Clinical trials underway to evaluate Reiki

Several clinical trials are being funded by the government to investigate the efficacy of Reiki.
Details can be found in the above link.

Cleveland Clinic received 371,500 for a study involving Reiki and prostate cancer.

My favorite is the 1.8 million study at the University of Michigan studying the effect of Reiki on diabetic patients with numbness in the feet and legs.

This is an interesting endeavor. Since there is no way to test for or measure the transfer of the Reiki energy which purportedly is the basis for the healing, a controlled trial was devised.
One arm will involve treatment administered by a person claiming to have the power to heal by manipulating a undetectable energy force (the "real" Reiki master) and the other arm involves someone who claims to be someone who claims to have the power to heal by manipulating an undetectable energy force (the "fake" Reiki master). Money well spent.

Another NIH sponsored trial is the " Efficacy of distant Healing in Glioblastoma treatment". In this trial "healers"-who come from various schools of distant healing will received a photograph of the patient and will send "mental intentions for healing and well being" for one per day for three days per week. Apparently, here there is no control arm in which fake healers would pretend to send a mental intention.

Dr. Steven Barrett was quoted in a Medscape book review of an IOM report on CAM:

"Methods that are plausible should be tested with well-designed clinical trials.
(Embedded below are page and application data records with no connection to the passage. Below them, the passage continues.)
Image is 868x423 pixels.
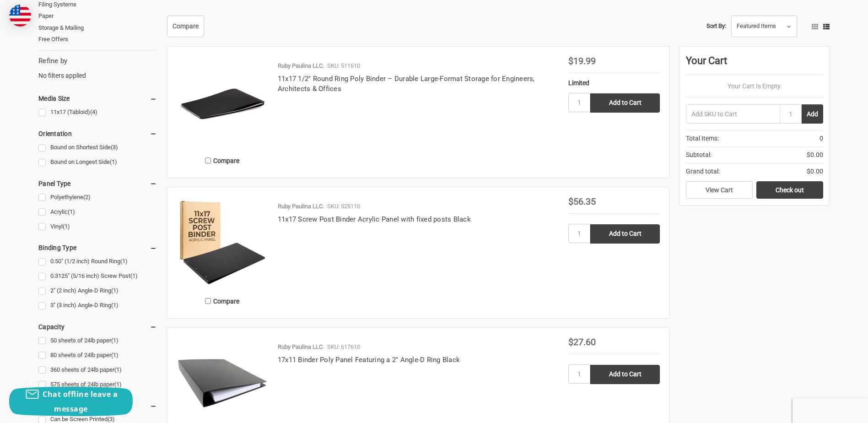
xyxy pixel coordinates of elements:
p: SKU: 511610 [327,61,360,71]
span: (4) [90,108,98,116]
p: Ruby Paulina LLC. [277,343,324,352]
button: Add [801,104,823,123]
span: Subtotal: [685,150,711,160]
a: Free Offers [38,33,157,45]
p: SKU: 525110 [327,202,360,212]
a: 17x11 Binder Poly Panel Featuring a 2" Angle-D Ring Black [277,356,460,364]
span: $56.35 [568,196,596,207]
span: (1) [111,301,119,309]
p: Ruby Paulina LLC. [277,202,324,212]
input: Add to Cart [590,225,660,244]
a: 11x17 Screw Post Binder Acrylic Panel with fixed posts Black [277,215,470,224]
input: Add to Cart [590,365,660,385]
span: Total Items: [685,134,719,144]
img: 11x17 Screw Post Binder Acrylic Panel with fixed posts Black [177,197,268,289]
input: Compare [205,158,211,164]
h5: Capacity [38,322,157,332]
a: 0.3125" (5/16 inch) Screw Post [38,270,157,282]
iframe: Google Customer Reviews [792,398,868,423]
span: (1) [110,159,118,166]
a: Paper [38,11,157,22]
label: Compare [177,153,268,168]
a: Bound on Shortest Side [38,142,157,154]
span: (1) [115,367,121,373]
input: Add to Cart [590,94,660,113]
span: $0.00 [807,167,823,176]
span: (1) [68,209,75,215]
span: (1) [120,257,128,265]
p: Ruby Paulina LLC. [277,61,324,71]
div: No filters applied [38,56,157,80]
a: 2" (2 inch) Angle-D Ring [38,285,157,298]
span: Chat offline leave a message [43,390,118,414]
a: 3" (3 inch) Angle-D Ring [38,300,157,312]
label: Compare [177,294,268,309]
a: 360 sheets of 24lb paper [38,364,157,376]
a: 11x17 (Tabloid) [38,106,157,119]
p: Your Cart Is Empty. [685,81,823,91]
label: Sort By: [706,19,726,33]
h5: Binding Type [38,242,157,254]
a: Bound on Longest Side [38,156,157,168]
img: duty and tax information for United States [10,5,32,27]
a: Acrylic [38,206,157,218]
span: $19.99 [568,56,596,66]
span: 0 [819,134,823,144]
div: Limited [568,78,660,88]
a: View Cart [685,182,752,199]
button: Chat offline leave a message [10,387,133,416]
a: 0.50" (1/2 inch) Round Ring [38,256,157,268]
h5: Panel Type [38,178,157,189]
span: (1) [111,337,119,344]
span: (2) [83,193,91,201]
p: SKU: 617610 [327,343,360,352]
a: Compare [167,15,204,37]
span: $0.00 [807,150,823,160]
div: Your Cart [685,54,823,75]
span: (1) [130,273,138,279]
img: 11x17 1/2" Round Ring Poly Binder – Durable Large-Format Storage for Engineers, Architects & Offices [177,56,268,148]
span: (3) [111,144,118,150]
input: Compare [205,299,211,304]
h5: Orientation [38,128,157,139]
a: 80 sheets of 24lb paper [38,349,157,362]
a: 50 sheets of 24lb paper [38,335,157,347]
span: (1) [111,287,119,294]
a: Check out [756,182,823,199]
a: Vinyl [38,221,157,234]
a: Polyethylene [38,191,157,204]
span: Grand total: [685,167,720,176]
span: (1) [115,381,121,388]
input: Add SKU to Cart [685,104,779,123]
span: $27.60 [568,337,596,347]
span: (1) [111,352,119,359]
h5: Refine by [38,56,157,66]
a: 11x17 1/2" Round Ring Poly Binder – Durable Large-Format Storage for Engineers, Architects & Offices [277,75,534,94]
a: Storage & Mailing [38,22,157,33]
span: (3) [107,416,115,423]
span: (1) [63,223,70,230]
h5: Media Size [38,93,157,104]
a: 575 sheets of 24lb paper [38,379,157,391]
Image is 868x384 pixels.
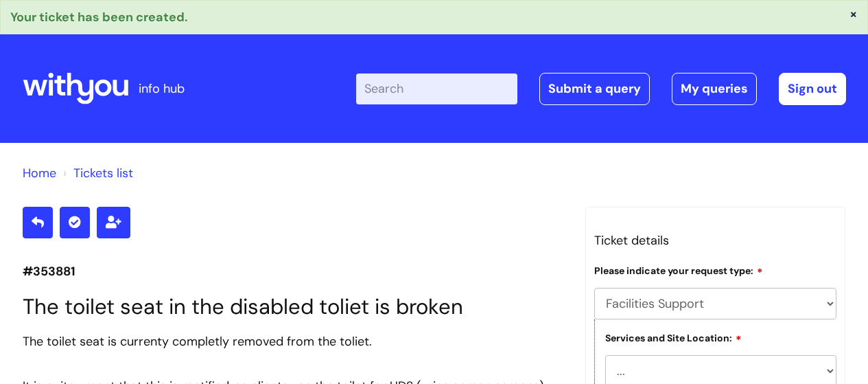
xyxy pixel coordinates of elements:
a: Tickets list [74,165,133,181]
p: info hub [138,78,185,99]
p: #353881 [23,261,565,283]
li: Solution home [23,162,57,184]
a: Submit a query [540,73,650,104]
a: Sign out [779,73,846,104]
input: Search [356,74,517,103]
div: The toilet seat is currenty completly removed from the toliet. [23,330,565,352]
li: Tickets list [60,162,133,184]
button: × [850,8,858,20]
h1: The toilet seat in the disabled toliet is broken [23,293,565,319]
label: Services and Site Location: [606,330,742,344]
h3: Ticket details [595,230,837,252]
a: Home [23,165,57,181]
label: Please indicate your request type: [595,263,764,277]
div: | - [356,73,846,104]
a: My queries [672,73,757,104]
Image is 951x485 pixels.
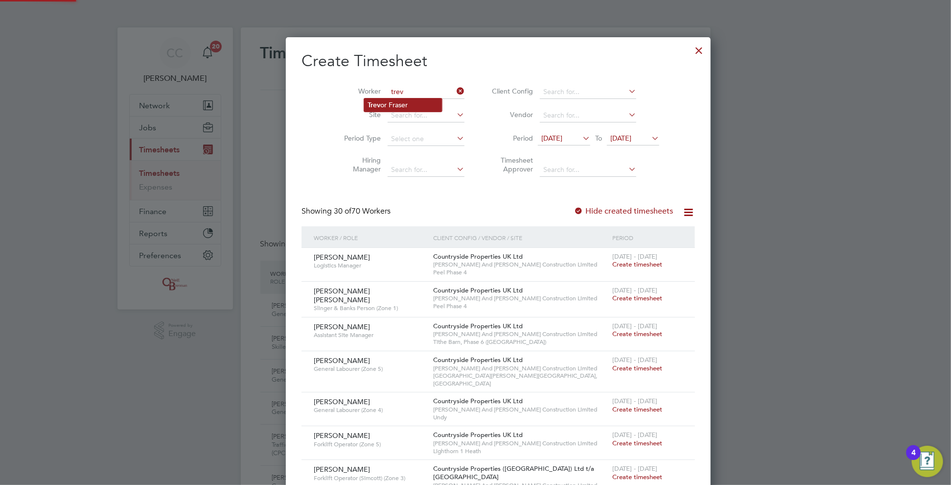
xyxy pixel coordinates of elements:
[613,322,658,330] span: [DATE] - [DATE]
[611,226,686,249] div: Period
[433,413,608,421] span: Undy
[613,464,658,473] span: [DATE] - [DATE]
[540,163,637,177] input: Search for...
[613,294,663,302] span: Create timesheet
[433,322,523,330] span: Countryside Properties UK Ltd
[433,372,608,387] span: [GEOGRAPHIC_DATA][PERSON_NAME][GEOGRAPHIC_DATA], [GEOGRAPHIC_DATA]
[388,85,465,99] input: Search for...
[489,87,533,95] label: Client Config
[431,226,611,249] div: Client Config / Vendor / Site
[433,464,594,481] span: Countryside Properties ([GEOGRAPHIC_DATA]) Ltd t/a [GEOGRAPHIC_DATA]
[314,406,426,414] span: General Labourer (Zone 4)
[433,405,608,413] span: [PERSON_NAME] And [PERSON_NAME] Construction Limited
[433,260,608,268] span: [PERSON_NAME] And [PERSON_NAME] Construction Limited
[334,206,352,216] span: 30 of
[433,364,608,372] span: [PERSON_NAME] And [PERSON_NAME] Construction Limited
[613,397,658,405] span: [DATE] - [DATE]
[613,286,658,294] span: [DATE] - [DATE]
[433,439,608,447] span: [PERSON_NAME] And [PERSON_NAME] Construction Limited
[314,322,370,331] span: [PERSON_NAME]
[613,473,663,481] span: Create timesheet
[433,330,608,338] span: [PERSON_NAME] And [PERSON_NAME] Construction Limited
[314,286,370,304] span: [PERSON_NAME] [PERSON_NAME]
[489,156,533,173] label: Timesheet Approver
[613,252,658,260] span: [DATE] - [DATE]
[540,85,637,99] input: Search for...
[574,206,674,216] label: Hide created timesheets
[314,365,426,373] span: General Labourer (Zone 5)
[433,338,608,346] span: Tithe Barn, Phase 6 ([GEOGRAPHIC_DATA])
[433,302,608,310] span: Peel Phase 4
[368,101,381,109] b: Trev
[912,446,944,477] button: Open Resource Center, 4 new notifications
[388,163,465,177] input: Search for...
[542,134,563,142] span: [DATE]
[337,87,381,95] label: Worker
[613,430,658,439] span: [DATE] - [DATE]
[613,364,663,372] span: Create timesheet
[433,252,523,260] span: Countryside Properties UK Ltd
[388,109,465,122] input: Search for...
[314,356,370,365] span: [PERSON_NAME]
[311,226,431,249] div: Worker / Role
[912,452,916,465] div: 4
[433,294,608,302] span: [PERSON_NAME] And [PERSON_NAME] Construction Limited
[314,261,426,269] span: Logistics Manager
[388,132,465,146] input: Select one
[613,355,658,364] span: [DATE] - [DATE]
[314,397,370,406] span: [PERSON_NAME]
[433,286,523,294] span: Countryside Properties UK Ltd
[334,206,391,216] span: 70 Workers
[433,355,523,364] span: Countryside Properties UK Ltd
[337,134,381,142] label: Period Type
[302,206,393,216] div: Showing
[314,474,426,482] span: Forklift Operator (Simcott) (Zone 3)
[302,51,695,71] h2: Create Timesheet
[489,134,533,142] label: Period
[592,132,605,144] span: To
[314,331,426,339] span: Assistant Site Manager
[433,430,523,439] span: Countryside Properties UK Ltd
[314,304,426,312] span: Slinger & Banks Person (Zone 1)
[364,98,442,112] li: or Fraser
[613,260,663,268] span: Create timesheet
[337,110,381,119] label: Site
[611,134,632,142] span: [DATE]
[613,439,663,447] span: Create timesheet
[613,405,663,413] span: Create timesheet
[540,109,637,122] input: Search for...
[433,268,608,276] span: Peel Phase 4
[314,465,370,474] span: [PERSON_NAME]
[489,110,533,119] label: Vendor
[314,431,370,440] span: [PERSON_NAME]
[314,440,426,448] span: Forklift Operator (Zone 5)
[433,397,523,405] span: Countryside Properties UK Ltd
[433,447,608,455] span: Lighthorn 1 Heath
[314,253,370,261] span: [PERSON_NAME]
[337,156,381,173] label: Hiring Manager
[613,330,663,338] span: Create timesheet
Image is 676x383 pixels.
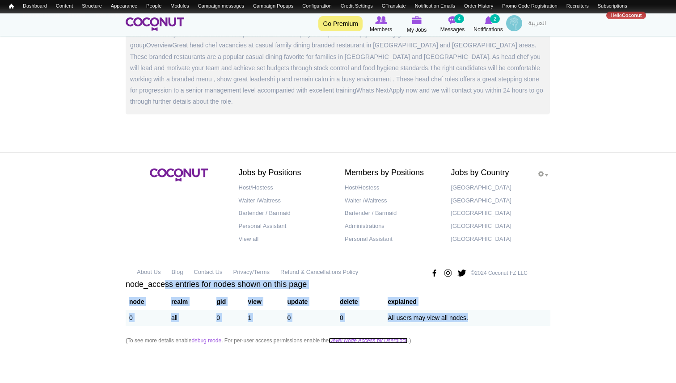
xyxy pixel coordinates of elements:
[9,3,14,9] span: Home
[470,15,506,34] a: Notifications Notifications 2
[562,2,593,10] a: Recruiters
[166,2,194,10] a: Modules
[248,2,298,10] a: Campaign Popups
[284,294,337,310] th: update
[336,294,384,310] th: delete
[126,294,168,310] th: node
[191,337,221,344] a: debug mode
[384,294,550,310] th: explained
[535,169,548,177] a: Configure
[244,310,283,326] td: 1
[593,2,632,10] a: Subscriptions
[622,13,642,18] strong: Coconut
[606,12,646,19] a: HelloCoconut
[298,2,336,10] a: Configuration
[410,2,459,10] a: Notification Emails
[318,16,362,31] a: Go Premium
[244,294,283,310] th: view
[194,2,248,10] a: Campaign messages
[434,15,470,34] a: Messages Messages 4
[459,2,497,10] a: Order History
[4,2,18,11] a: Home
[18,12,63,19] a: Unsubscribe List
[126,11,550,114] div: Head Chef Benefits:Family favourite popular branded restaurantBuild great relationships with the ...
[524,15,550,33] a: العربية
[384,310,550,326] td: All users may view all nodes.
[126,17,184,31] img: Home
[399,15,434,34] a: My Jobs My Jobs
[497,2,561,10] a: Promo Code Registration
[370,25,392,34] span: Members
[51,2,77,10] a: Content
[168,310,213,326] td: all
[377,2,410,10] a: GTranslate
[106,2,142,10] a: Appearance
[213,294,244,310] th: gid
[63,12,89,19] a: Reports
[126,337,550,345] div: (To see more details enable . For per-user access permissions enable the .)
[336,2,377,10] a: Credit Settings
[168,294,213,310] th: realm
[126,310,168,326] td: 0
[473,25,502,34] span: Notifications
[407,25,427,34] span: My Jobs
[284,310,337,326] td: 0
[440,25,465,34] span: Messages
[363,15,399,34] a: Browse Members Members
[90,12,131,19] a: Invite Statistics
[18,2,51,10] a: Dashboard
[126,168,550,289] h2: node_access entries for nodes shown on this page
[142,2,166,10] a: People
[646,12,671,19] a: Log out
[328,337,395,344] em: Devel Node Access by User
[77,2,106,10] a: Structure
[336,310,384,326] td: 0
[328,337,408,344] a: Devel Node Access by Userblock
[213,310,244,326] td: 0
The rest should be discarded"

Can someone explain why the NIH is funding such trials?

1 comment:

Anonymous said...

This waste of money and time in the name of, but opposing the intention of, evidence-based medicine is compounded by fake "balance" in any science reporting in the common media, and why we have such tragedies as the Abraham Cherrix case in Virginia. I am not weighing in on the issue of whether one 16 year old can refuse treatment, but on the myth that the kid is making an informed choice. Many folks seem to think there actually IS some legitimate therapeutic alternative that the boy is using. Why? Because the ignorant fallacy of "balance" has led to pandering a false equivalency. The same lazy journalist's dodge that allows them to pretend a few "maverick" scientists balance the consensus on human contributions to climate change, or that a couple of retired physicists pontificating about "intelligent design" deserve airtime. That's why Hoxsey's snake oil is getting all this free advertising, because the me-too, oh-so-earnest android TV "news" stars love to gaze into Abraham's eyes and tell him how brave he is to buck the Man, rather than turn their faces away in shame at how well they have encouraged ignorance.

Sorry about the rant there, but I am so annoyed at the waste of money and lives and the promotion of faith-based (i.e., pretend, magical thinking) "medicine".